Sometimes it's the quieter, more reflective works that carry the biggest bang. This must have been Joe Masteroff's intention when he turned the unassuming but charming 1940 Jimmy Stewart film, The Shop Around the Corner, into a musical. Along with collaborators Sheldon Harnick and Jerry Bock, Masteroff created an anomaly: an intimate, unpretentious, big Broadway musical.

She Loves Me takes place in a perfume shop in Budapest in 1934. The characters are hardworking, clean-living people, but they are unsatisfied with their love lives. Two store clerks despise each other, so naturally they both join a secret pen pal society and fall in love -- unbeknownst to one another. The rest of the play involves the unraveling of this love-hate relationship.
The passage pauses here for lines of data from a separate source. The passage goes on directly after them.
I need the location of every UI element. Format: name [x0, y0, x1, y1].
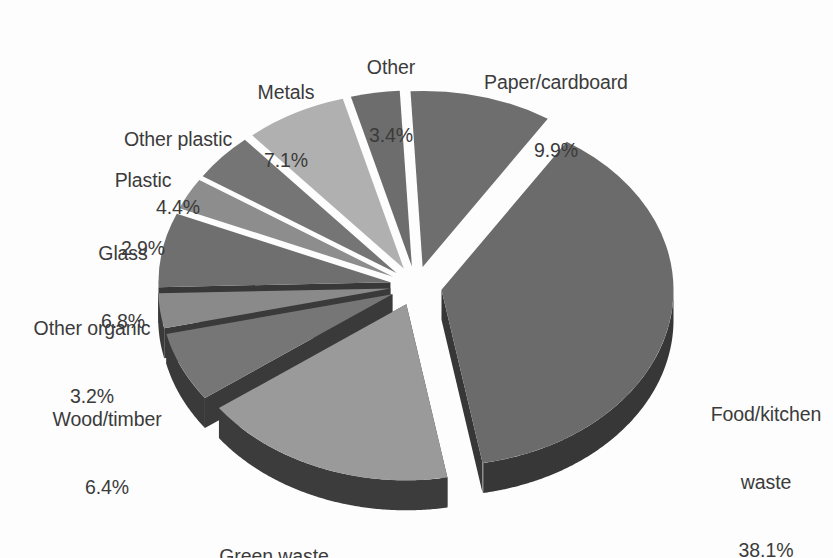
slice-label-other-value: 3.4% — [336, 124, 446, 147]
slice-label-metals-name: Metals — [224, 81, 348, 104]
slice-label-paper-cardboard-value: 9.9% — [466, 139, 646, 162]
slice-label-green-waste: Green waste 17.8% — [186, 500, 362, 558]
slice-label-food-kitchen-waste-value: 38.1% — [699, 539, 833, 558]
slice-label-paper-cardboard: Paper/cardboard 9.9% — [466, 26, 646, 207]
pie-chart: Paper/cardboard 9.9% Food/kitchen waste … — [0, 0, 833, 558]
slice-label-green-waste-name: Green waste — [186, 545, 362, 558]
slice-label-other-organic-value: 3.2% — [9, 385, 175, 408]
slice-label-other-name: Other — [336, 56, 446, 79]
slice-label-metals: Metals 7.1% — [224, 36, 348, 217]
slice-label-other: Other 3.4% — [336, 11, 446, 192]
slice-label-metals-value: 7.1% — [224, 149, 348, 172]
slice-label-food-kitchen-waste-name-line1: Food/kitchen — [699, 403, 833, 426]
slice-label-wood-timber-value: 6.4% — [25, 476, 189, 499]
slice-label-food-kitchen-waste: Food/kitchen waste 38.1% — [699, 358, 833, 558]
slice-label-paper-cardboard-name: Paper/cardboard — [466, 71, 646, 94]
slice-label-food-kitchen-waste-name-line2: waste — [699, 471, 833, 494]
slice-label-glass-value: 6.8% — [63, 310, 183, 333]
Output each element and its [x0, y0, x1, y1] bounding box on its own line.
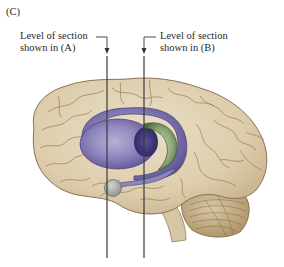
arrow-down-icon	[105, 48, 110, 54]
arrow-down-icon	[142, 48, 147, 54]
brain-illustration	[0, 0, 284, 267]
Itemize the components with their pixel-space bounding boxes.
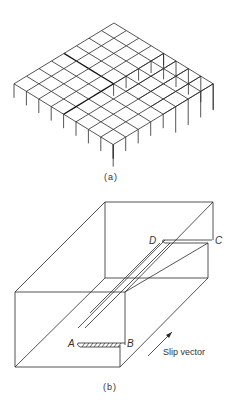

The director of this NKU production, Dee Anne Bryll, has created such a seamless virtual world that nothing seems amiss or out of place. The audience is magically transported back to Hungary in 1934, or perhaps to the Broadway of 1963. The nostalgic curvilinear setting, the moody lighting, the authentic costumes and the string-heavy combo all conspire to put the most jaded of us into a romantic frame of mind.
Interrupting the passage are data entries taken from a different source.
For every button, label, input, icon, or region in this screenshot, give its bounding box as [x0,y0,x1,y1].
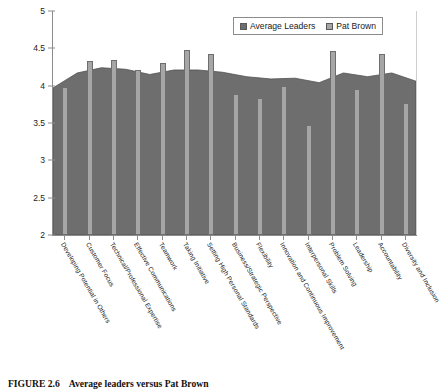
x-axis-tick-mark [332,235,333,240]
y-axis-tick-mark [48,160,55,161]
x-axis-category-label: Developing Potential in Others [60,241,112,324]
x-axis-category-label: Setting High Personal Standards [206,241,261,330]
bar-pat-brown [233,94,239,235]
chart-legend: Average Leaders Pat Brown [233,17,383,35]
bar-pat-brown [403,103,409,235]
y-axis-tick-label: 4.5 [0,43,52,53]
legend-label-average-leaders: Average Leaders [250,21,315,31]
bar-pat-brown [208,54,214,235]
figure-caption-text: Average leaders versus Pat Brown [69,378,209,389]
plot-area [52,11,417,235]
bar-pat-brown [135,70,141,235]
legend-item-pat-brown: Pat Brown [326,21,376,31]
x-axis-tick-mark [283,235,284,240]
y-axis-tick-mark [48,123,55,124]
legend-swatch-average-leaders-icon [240,23,247,30]
bar-pat-brown [160,63,166,235]
x-axis-category-label: Business/Strategic Perspective [230,241,283,326]
y-axis-tick-label: 5 [0,6,52,16]
x-axis-tick-mark [259,235,260,240]
y-axis-tick-label: 2.5 [0,193,52,203]
y-axis-tick-label: 3 [0,155,52,165]
x-axis-category-label: Accountability [376,241,403,281]
x-axis-tick-mark [381,235,382,240]
bar-pat-brown [257,98,263,235]
x-axis-tick-mark [356,235,357,240]
x-axis-tick-mark [405,235,406,240]
bar-pat-brown [87,61,93,235]
figure-caption-label: FIGURE 2.6 [8,378,60,389]
x-axis-tick-mark [64,235,65,240]
bar-pat-brown [281,86,287,235]
legend-label-pat-brown: Pat Brown [336,21,376,31]
y-axis-tick-label: 3.5 [0,118,52,128]
bar-pat-brown [330,51,336,235]
y-axis-tick-mark [48,11,55,12]
y-axis-tick-label: 4 [0,81,52,91]
x-axis-tick-mark [308,235,309,240]
x-axis-category-label: Flexibility [255,241,275,269]
x-axis-tick-mark [186,235,187,240]
bar-pat-brown [306,125,312,236]
bar-pat-brown [354,89,360,235]
x-axis-tick-mark [89,235,90,240]
legend-swatch-pat-brown-icon [326,23,333,30]
bar-pat-brown [111,60,117,235]
x-axis-category-label: Effective Communications [133,241,178,312]
bar-pat-brown [62,87,68,235]
y-axis: 54.543.532.52 [0,11,52,235]
figure-caption: FIGURE 2.6Average leaders versus Pat Bro… [8,378,209,389]
x-axis-category-label: Diversity and Inclusion [401,241,441,304]
legend-item-average-leaders: Average Leaders [240,21,315,31]
plot-inner [53,11,416,235]
x-axis-category-label: Teamwork [157,241,178,271]
y-axis-tick-mark [48,235,55,236]
y-axis-tick-label: 2 [0,230,52,240]
y-axis-tick-mark [48,48,55,49]
x-axis-category-label: Leadership [352,241,375,274]
bar-pat-brown [379,54,385,235]
x-axis-tick-mark [162,235,163,240]
x-axis-tick-mark [113,235,114,240]
y-axis-tick-mark [48,85,55,86]
x-axis-tick-mark [235,235,236,240]
x-axis-tick-mark [137,235,138,240]
x-axis-tick-mark [210,235,211,240]
bar-pat-brown [184,50,190,235]
y-axis-tick-mark [48,197,55,198]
Brill's seasoned cast is headed by Rich Roedersheimer and Lesley Hitch as the feuding lovers. At first, Roedersheimer seems to be portraying a linebacker or a Methodist minister, but he is actually very subtly and economically building his character to the final physical and emotional climax in song. Hitch's character is more self-consumed, but her portrayal is watchable and alive. She has an excellent mezzo-soprano voice, perfect diction and is quirky without relinquishing believability.
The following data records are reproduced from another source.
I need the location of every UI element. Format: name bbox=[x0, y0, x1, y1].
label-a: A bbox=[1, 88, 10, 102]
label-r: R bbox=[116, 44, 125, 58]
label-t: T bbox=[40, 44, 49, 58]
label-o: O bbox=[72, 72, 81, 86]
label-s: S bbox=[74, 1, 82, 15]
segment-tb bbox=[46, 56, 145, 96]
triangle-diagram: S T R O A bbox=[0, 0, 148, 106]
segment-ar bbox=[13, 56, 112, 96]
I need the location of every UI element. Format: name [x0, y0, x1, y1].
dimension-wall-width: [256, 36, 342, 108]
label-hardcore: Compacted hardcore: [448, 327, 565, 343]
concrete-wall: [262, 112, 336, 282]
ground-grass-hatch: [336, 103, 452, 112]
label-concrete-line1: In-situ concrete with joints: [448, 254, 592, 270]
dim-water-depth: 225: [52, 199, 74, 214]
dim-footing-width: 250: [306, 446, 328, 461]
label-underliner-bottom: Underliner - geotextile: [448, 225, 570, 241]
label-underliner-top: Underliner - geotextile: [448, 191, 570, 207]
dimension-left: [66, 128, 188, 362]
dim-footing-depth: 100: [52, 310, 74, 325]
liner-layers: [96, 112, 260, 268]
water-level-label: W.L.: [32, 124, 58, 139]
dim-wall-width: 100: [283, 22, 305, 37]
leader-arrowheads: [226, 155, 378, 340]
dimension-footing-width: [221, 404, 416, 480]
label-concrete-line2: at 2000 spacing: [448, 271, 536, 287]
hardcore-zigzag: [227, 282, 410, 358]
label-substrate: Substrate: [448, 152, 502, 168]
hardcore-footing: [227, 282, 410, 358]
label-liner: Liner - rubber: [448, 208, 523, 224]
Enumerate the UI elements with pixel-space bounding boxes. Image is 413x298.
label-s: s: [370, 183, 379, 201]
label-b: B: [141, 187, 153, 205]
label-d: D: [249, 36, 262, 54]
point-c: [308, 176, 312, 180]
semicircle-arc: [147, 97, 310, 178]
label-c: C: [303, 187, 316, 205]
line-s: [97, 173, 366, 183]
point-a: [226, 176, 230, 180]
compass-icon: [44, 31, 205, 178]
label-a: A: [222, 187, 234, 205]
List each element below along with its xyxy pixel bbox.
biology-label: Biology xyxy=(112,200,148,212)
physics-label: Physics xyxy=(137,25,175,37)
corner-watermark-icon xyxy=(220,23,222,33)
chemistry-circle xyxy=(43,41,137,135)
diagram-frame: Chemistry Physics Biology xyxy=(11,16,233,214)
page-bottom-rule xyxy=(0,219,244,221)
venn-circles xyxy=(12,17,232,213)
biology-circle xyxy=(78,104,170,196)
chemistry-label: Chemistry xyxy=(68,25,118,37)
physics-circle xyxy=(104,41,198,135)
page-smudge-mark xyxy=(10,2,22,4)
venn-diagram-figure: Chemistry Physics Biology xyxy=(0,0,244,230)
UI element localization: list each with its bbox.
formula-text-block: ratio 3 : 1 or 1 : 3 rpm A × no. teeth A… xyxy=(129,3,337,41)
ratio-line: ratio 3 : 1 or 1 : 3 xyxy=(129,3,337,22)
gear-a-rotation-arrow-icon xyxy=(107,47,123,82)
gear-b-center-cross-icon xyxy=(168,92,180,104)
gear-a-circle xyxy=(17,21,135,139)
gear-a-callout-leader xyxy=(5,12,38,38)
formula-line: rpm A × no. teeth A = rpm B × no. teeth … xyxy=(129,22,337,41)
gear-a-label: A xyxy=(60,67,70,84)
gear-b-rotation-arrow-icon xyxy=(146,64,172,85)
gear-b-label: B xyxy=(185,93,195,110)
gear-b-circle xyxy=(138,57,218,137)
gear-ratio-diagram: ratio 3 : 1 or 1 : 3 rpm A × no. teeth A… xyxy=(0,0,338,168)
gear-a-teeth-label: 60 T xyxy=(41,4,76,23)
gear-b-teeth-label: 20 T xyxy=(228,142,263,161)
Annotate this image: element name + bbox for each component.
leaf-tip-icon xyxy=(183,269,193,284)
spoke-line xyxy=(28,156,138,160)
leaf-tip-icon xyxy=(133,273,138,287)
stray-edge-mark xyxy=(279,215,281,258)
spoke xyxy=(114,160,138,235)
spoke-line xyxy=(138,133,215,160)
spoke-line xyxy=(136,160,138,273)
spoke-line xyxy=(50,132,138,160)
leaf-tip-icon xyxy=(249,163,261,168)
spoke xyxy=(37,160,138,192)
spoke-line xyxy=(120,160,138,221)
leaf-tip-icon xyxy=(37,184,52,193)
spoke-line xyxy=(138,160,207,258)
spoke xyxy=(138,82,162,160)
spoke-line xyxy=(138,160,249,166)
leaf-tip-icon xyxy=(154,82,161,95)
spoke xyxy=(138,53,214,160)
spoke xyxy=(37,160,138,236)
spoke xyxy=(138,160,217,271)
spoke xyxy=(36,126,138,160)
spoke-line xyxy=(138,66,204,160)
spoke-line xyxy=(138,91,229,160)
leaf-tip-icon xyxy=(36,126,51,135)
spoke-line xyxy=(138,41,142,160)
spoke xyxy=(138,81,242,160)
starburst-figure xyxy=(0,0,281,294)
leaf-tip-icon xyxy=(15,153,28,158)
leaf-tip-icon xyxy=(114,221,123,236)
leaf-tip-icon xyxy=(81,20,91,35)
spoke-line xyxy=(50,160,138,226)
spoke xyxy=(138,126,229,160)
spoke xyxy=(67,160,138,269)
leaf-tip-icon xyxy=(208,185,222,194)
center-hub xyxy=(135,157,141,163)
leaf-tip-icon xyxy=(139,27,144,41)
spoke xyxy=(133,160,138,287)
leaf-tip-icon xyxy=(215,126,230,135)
Masteroff retains the comic couple from the old-time operettas, which puts the major couple in perspective. This comic couple is played with verve by Natalie Bird and Rodger Pille. While our leading players retain a chaste relationship through letters, this couple is on the outs, resulting from too much sex too soon. Bird is a wonderful supporting player with both intelligence and charisma. Pille is a sleazy and obnoxious womanizer who turns the character's egocentricity into irresistible comedy -- even while dancing! Grade: A



SHE LOVES ME, presented by Northern Kentucky University's Department of Theatre and Dance, continues through July 29.